Tuesday, May 26, 2009

Interview With Rick Glaze


On Wednesday, June 3rd at 7pm we'll welcome Rick Glaze, author of The Middle Fork, A Political Novel, to the store to kick off our June Author Series. I sat down with Mr. Glaze to ask him a little about the writer's life, and his inspiration.


How did you get started writing?
I started writing financial articles for the local papers more than 20 years ago. A decade back, I became a columnist for the Los Altos Town Crier, and this year for the Nob Hill Gazette in San Francisco. Five years ago, I went on a trip to Jamaica and started writing a kind of impressionistic, fictitious travel journal, part of which appears in The Middle Fork as dreams of the narrator, Jonathan. That fall I headed over to Stanford University to start 2 years of study in the Creative Writing Program. A few short stories followed and then The Middle Fork emerged.

Where did you get the idea for The Middle Fork?
Everybody brings a little bit of themselves on these trips, biases, anxieties and prejudices. Politics has become contentious and personal and many people are very stuck on their ideologies. Dan Brown elicited huge emotions about religion in his book, The Da Vinci Code. The same intense feelings float down a swollen river in my story as politics.

What’s your writing process like?
I wrote The Middle Fork very fast to get the flow of the river and the story on paper. That process makes the action and the dialogue very snappy, or, as a reviewer called it, “well paced.” The first draft was finished in 6 months, mostly from nights and weekends, but the rewrites took two more years. During that process I took several kayaking trips, for research, down the Grand Canyon, and the Rogue. The last rapid in the book is actually one on the North Umpqua River in Oregon. I work-shopped the early drafts at Stanford under the working title, The Purple River.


● Required action:
The answer must be an exact copy of every entry, with no pictures in it.

(Element data from apps and pages)
>>>>
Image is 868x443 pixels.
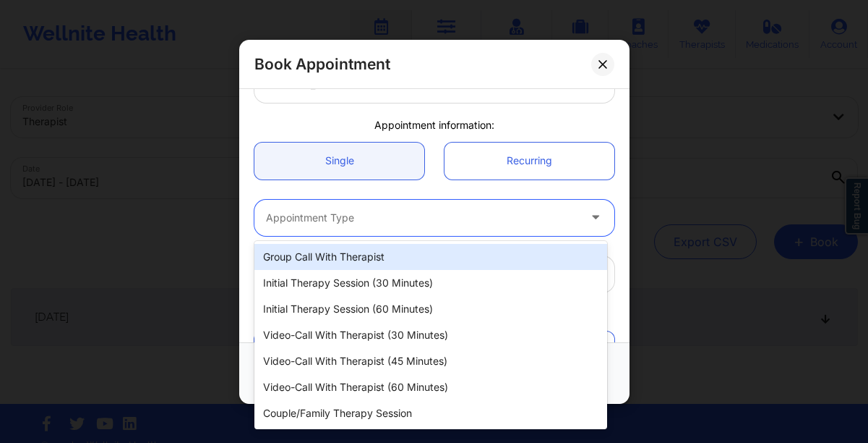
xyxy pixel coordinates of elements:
div: Patient information: [244,307,625,321]
div: Initial Therapy Session (30 minutes) [254,270,607,296]
div: [PERSON_NAME] [266,67,564,102]
div: Group Call with Therapist [254,243,607,270]
div: Appointment information: [244,118,625,132]
div: Video-Call with Therapist (60 minutes) [254,374,607,400]
div: Video-Call with Therapist (45 minutes) [254,348,607,374]
a: Single [254,142,425,178]
div: Couple/Family Therapy Session [254,400,607,426]
h2: Book Appointment [254,54,390,74]
a: Recurring [444,142,614,178]
div: Video-Call with Therapist (30 minutes) [254,322,607,348]
div: Initial Therapy Session (60 minutes) [254,296,607,322]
<<<<
● Task response:
Image is 868x443 pixels.
xyxy pixel coordinates of elements:
div: Patient information: [244,307,625,321]
div: Initial Therapy Session (30 minutes) [254,270,607,296]
div: [PERSON_NAME] [266,67,564,102]
div: Group Call with Therapist [254,243,607,270]
div: Appointment information: [244,118,625,132]
div: Video-Call with Therapist (60 minutes) [254,374,607,400]
div: Video-Call with Therapist (45 minutes) [254,348,607,374]
a: Single [254,142,425,178]
div: Couple/Family Therapy Session [254,400,607,426]
h2: Book Appointment [254,54,390,74]
a: Recurring [444,142,614,178]
div: Video-Call with Therapist (30 minutes) [254,322,607,348]
div: Initial Therapy Session (60 minutes) [254,296,607,322]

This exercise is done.